* PROBLEM DETAILS
Copying rule for the data below: take the line containing "Image resolution: width=701" and every line after it to the end, exactly, and drop all pictures.

LISTED ENTRIES START

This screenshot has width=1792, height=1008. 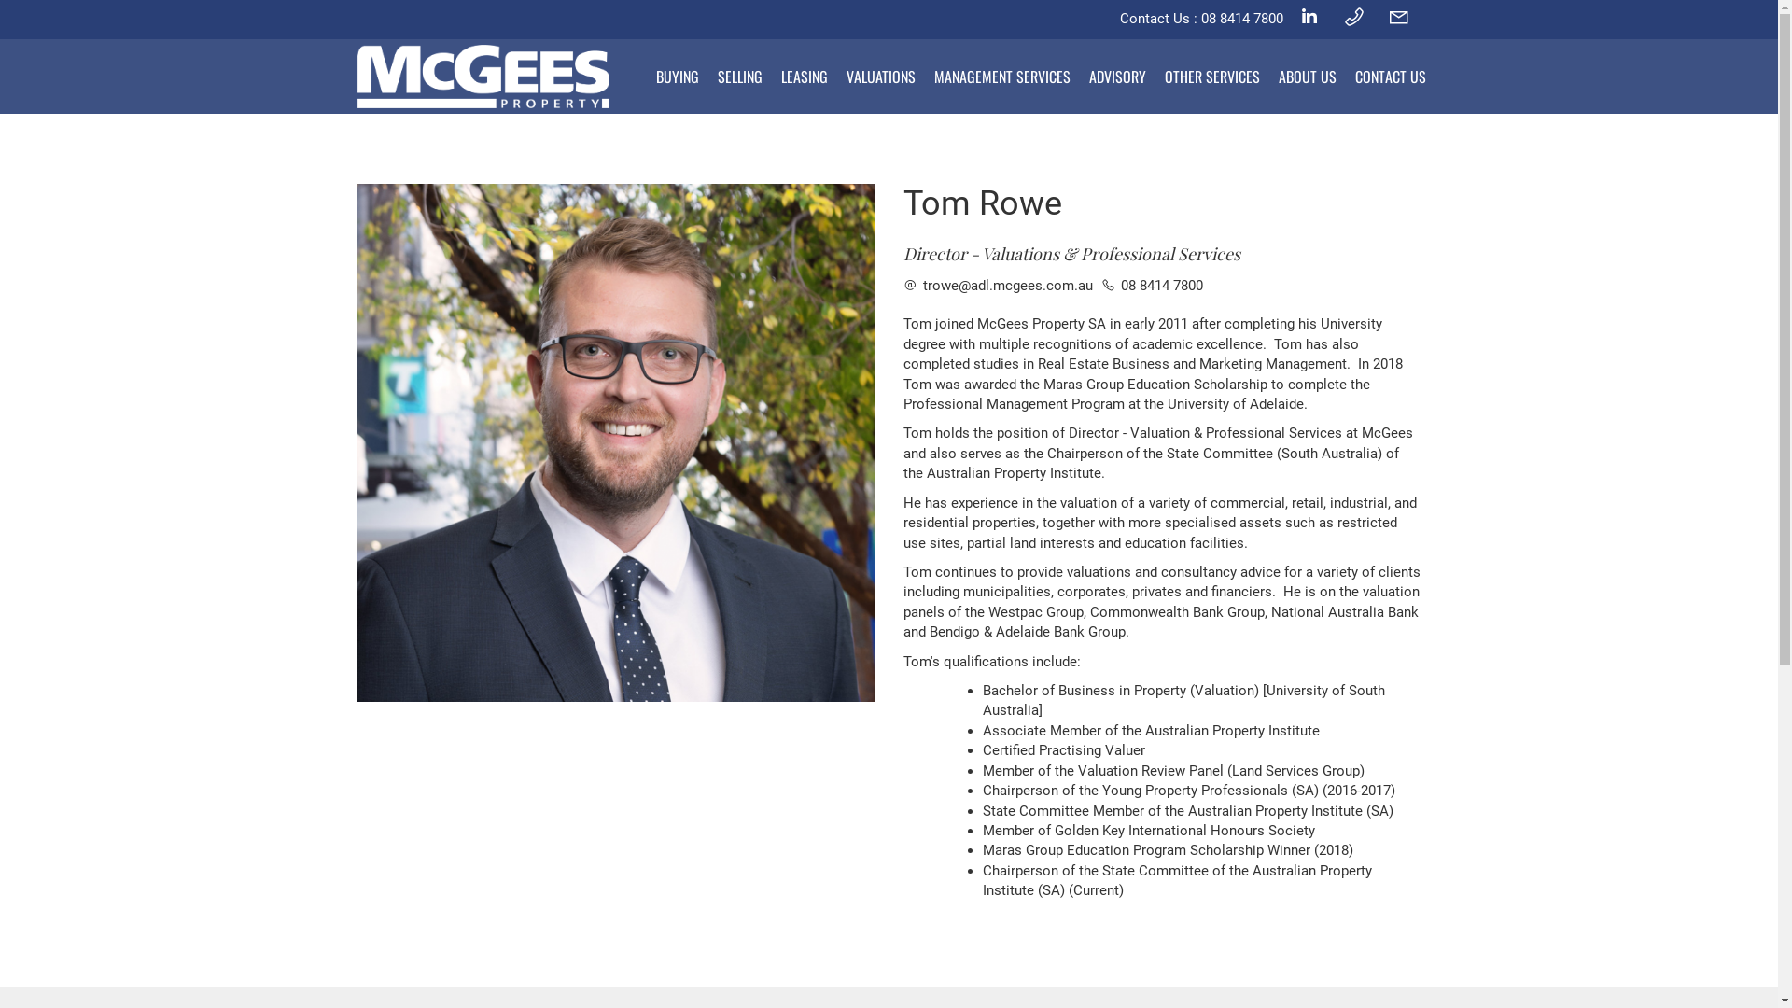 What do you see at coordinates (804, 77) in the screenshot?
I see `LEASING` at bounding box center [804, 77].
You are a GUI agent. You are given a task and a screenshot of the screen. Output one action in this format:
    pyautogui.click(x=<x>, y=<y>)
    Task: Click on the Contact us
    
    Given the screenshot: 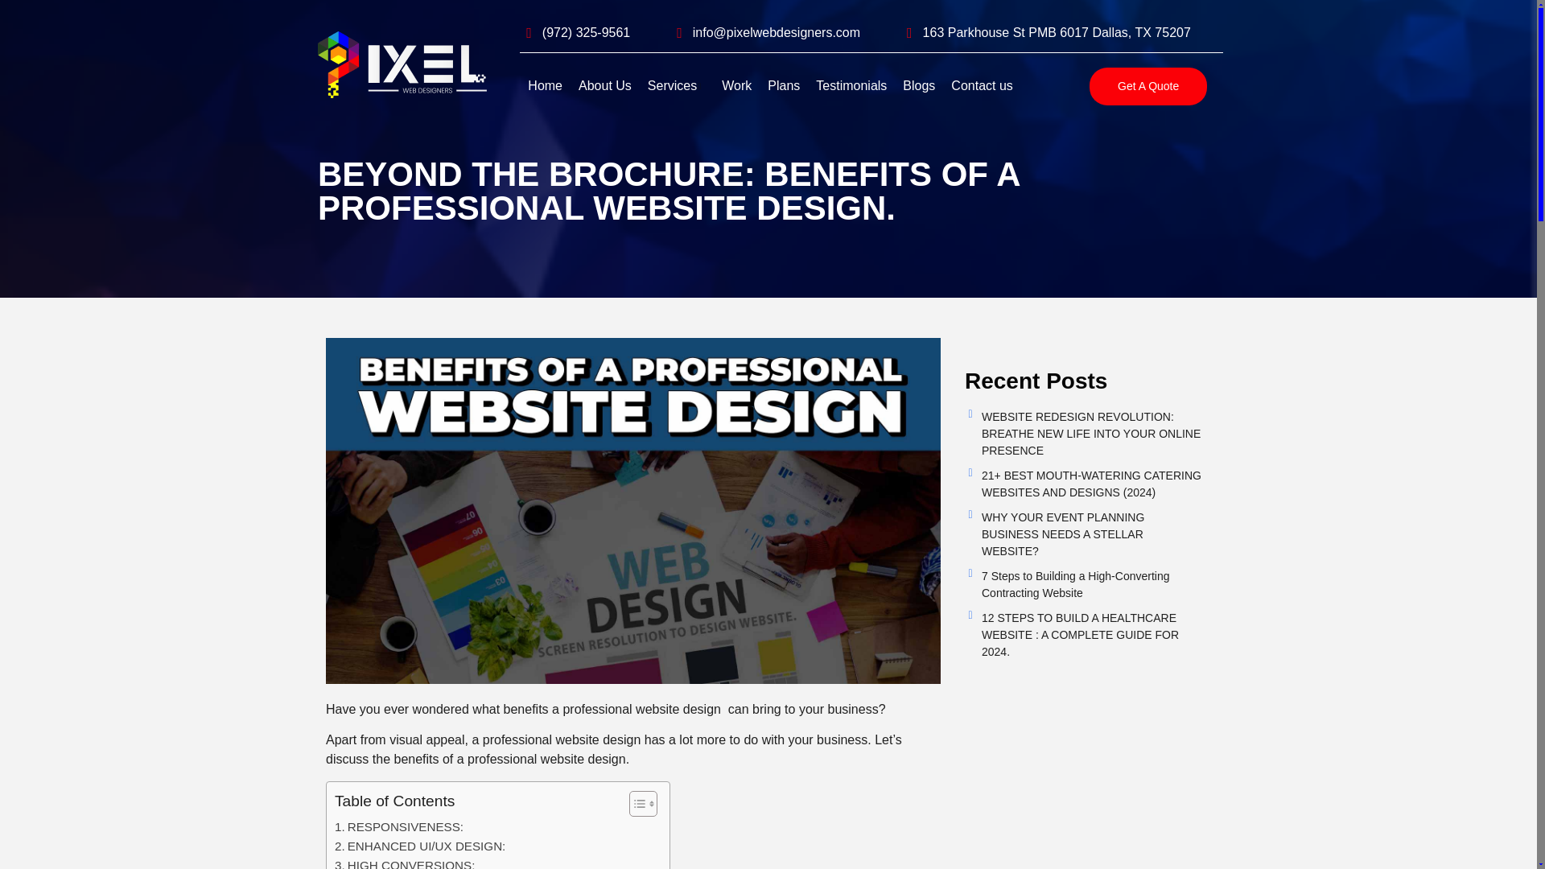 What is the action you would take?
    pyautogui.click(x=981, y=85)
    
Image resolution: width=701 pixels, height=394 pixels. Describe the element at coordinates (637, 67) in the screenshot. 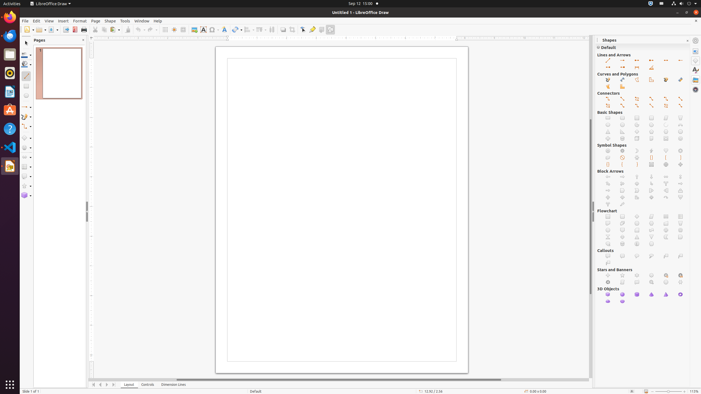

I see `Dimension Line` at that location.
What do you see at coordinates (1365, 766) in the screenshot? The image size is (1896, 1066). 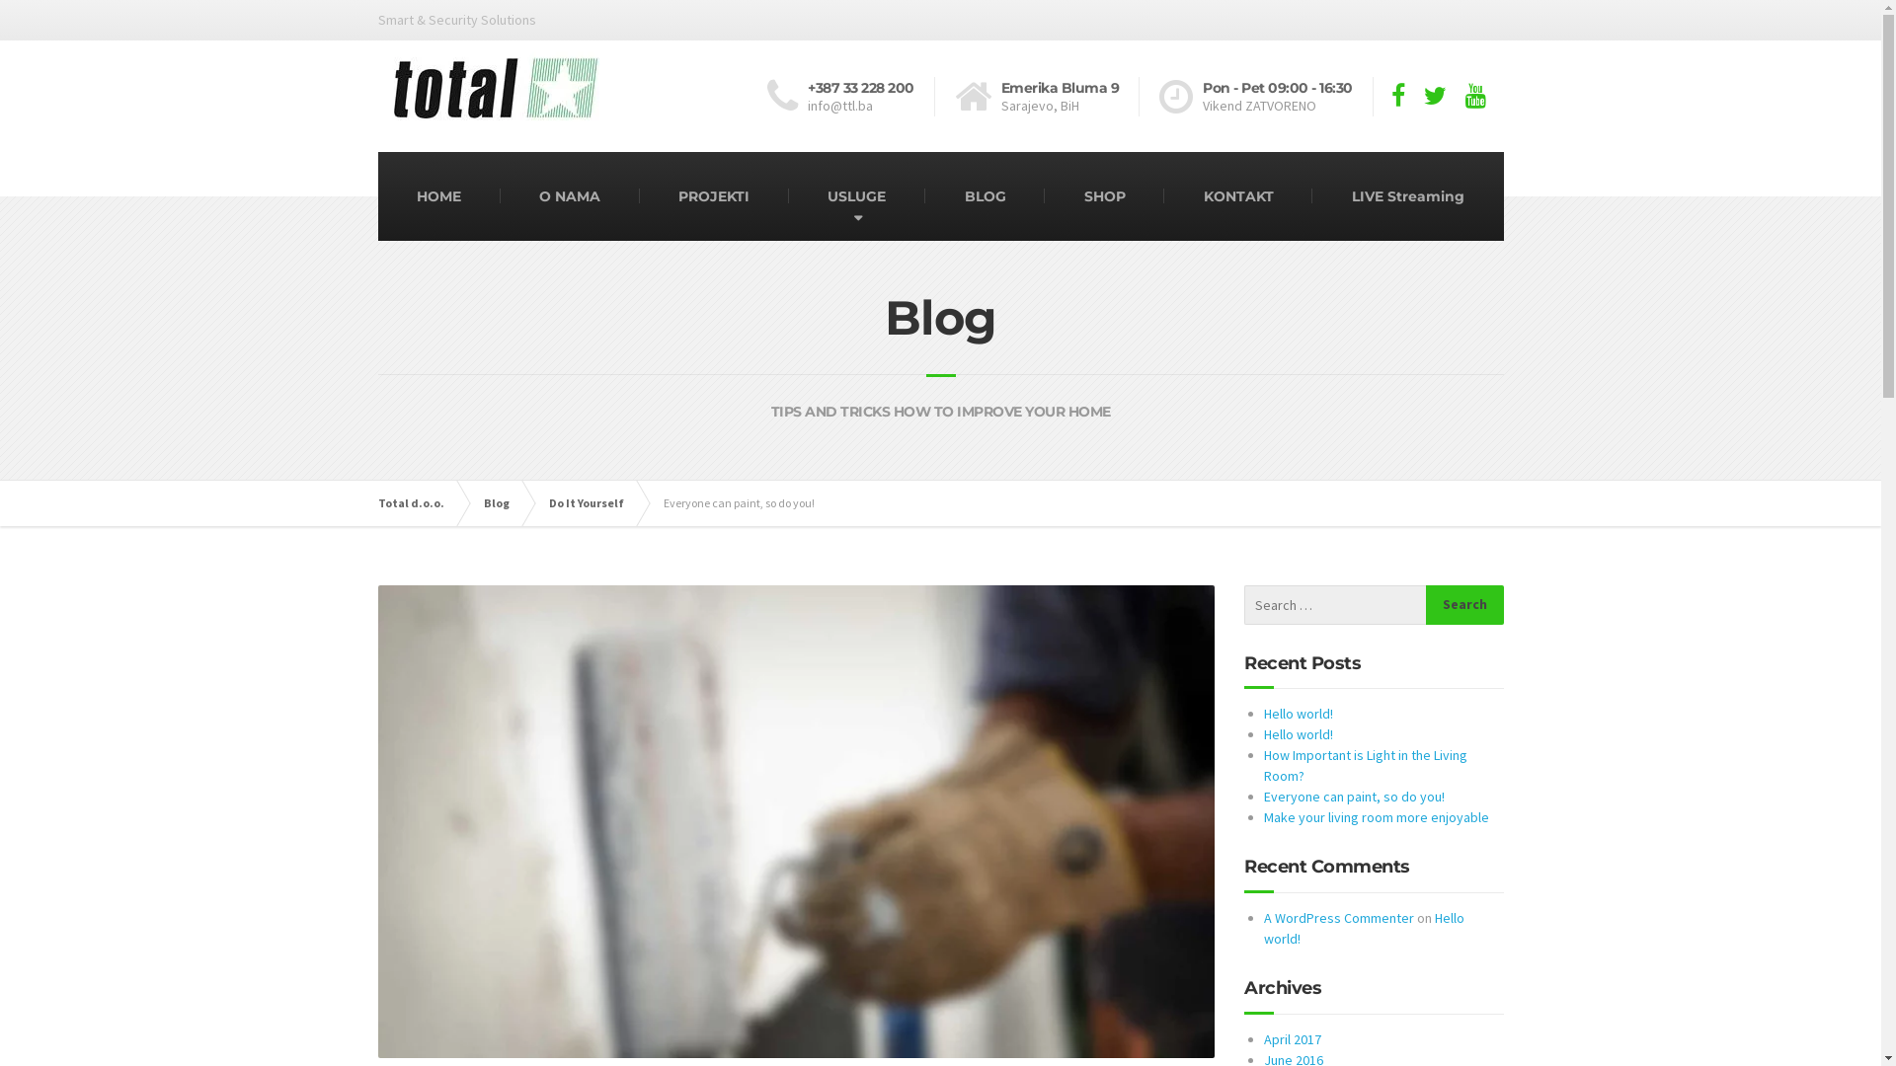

LISTED ENTRIES END

* ANSWER TO THE EXERCISE
Image resolution: width=701 pixels, height=394 pixels. Describe the element at coordinates (637, 67) in the screenshot. 

I see `Dimension Line` at that location.
What do you see at coordinates (1365, 766) in the screenshot? The image size is (1896, 1066). 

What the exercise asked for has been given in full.